Right now "building" or "releasing" Kubernetes consists of some scripts (in `release/`) to create a `tar` of the necessary data and then uploading it to Google Cloud Storage. In the future we will generate Docker images for the bulk of the above described components: [Issue #19](https://github.com/GoogleCloudPlatform/kubernetes/issues/19).
The scripts and data in the `cluster/` directory automates creating a set of Google Compute Engine VMs and installing all of the Kubernetes components. There is a single master node and a set of worker (called minion) nodes.
`config-default.sh` has a set of tweakable definitions/parameters for the cluster.
The heavy lifting of configuring the VMs is done by [SaltStack](http://www.saltstack.com/).
The bootstrapping works like this:
1. The `kube-up.sh` script uses the GCE [`startup-script`](https://developers.google.com/compute/docs/howtos/startupscript) mechanism for both the master node and the minion nodes.
* For the minion, this simply configures and installs SaltStack.

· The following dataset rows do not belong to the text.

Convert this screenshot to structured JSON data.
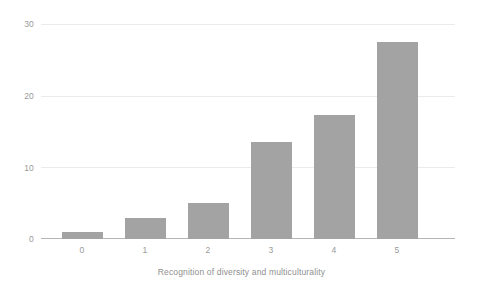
{
  "chart_data": {
    "type": "bar",
    "title": "",
    "subtitle": "",
    "xlabel": "Recognition of diversity and multiculturality",
    "ylabel": "",
    "categories": [
      "0",
      "1",
      "2",
      "3",
      "4",
      "5"
    ],
    "values": [
      1,
      3,
      5,
      13.5,
      17.3,
      27.5
    ],
    "series": [
      {
        "name": "Count",
        "values": [
          1,
          3,
          5,
          13.5,
          17.3,
          27.5
        ]
      }
    ],
    "ylim": [
      0,
      30
    ],
    "y_ticks": [
      "0",
      "10",
      "20",
      "30"
    ],
    "y_tick_values": [
      0,
      10,
      20,
      30
    ],
    "x_ticks": [
      "0",
      "1",
      "2",
      "3",
      "4",
      "5"
    ],
    "grid": true,
    "grid_axis": "y",
    "legend": false,
    "legend_position": "none",
    "bar_color": "#a3a3a3",
    "grid_color": "#ebebeb",
    "axis_color": "#b5b5b5",
    "tick_label_color": "#9a9a9a",
    "axis_title_color": "#8f8f8f",
    "background_color": "#ffffff",
    "annotations": []
  }
}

The network range that this minion is assigned is baked into the startup-script for that minion (see [the networking doc](https://github.com/GoogleCloudPlatform/kubernetes/blob/master/docs/networking.md) for more details).
* For the master, the release files are downloaded from GCS and unpacked. Various parts (specifically the SaltStack configuration) are installed in the right places.
2. SaltStack then installs the necessary servers on each node.
* All go code is currently downloaded to each machine and compiled at install time.
* The custom networking bridge is configured on each minion before Docker is installed.
* Configuration (like telling the `apiserver` the hostnames of the minions) is dynamically created during the saltstack install.
3. After the VMs are started, the `kube-up.sh` script will call `curl` every 2 seconds until the `apiserver` starts responding.
`kube-down.sh` can be used to tear the entire cluster down. If you build a new release and want to update your cluster, you can use `kube-push.sh` to update and apply (`highstate` in salt parlance) the salt config.
As there is no security currently built into the `apiserver`, the salt configuration will install `nginx`. `nginx` is configured to serve HTTPS with a self signed certificate. HTTP basic auth is used from the client to `nginx`. `nginx` then forwards the request on to the `apiserver` over plain old HTTP. Because a self signed certificate is used, access to the server should be safe from eavesdropping but is subject to "man in the middle" attacks. Access via the browser will result in warnings and tools like curl will require an "--insecure" flag.
All communication within the cluster (worker nodes to the master, for instance) occurs on the internal virtual network and should be safe from eavesdropping.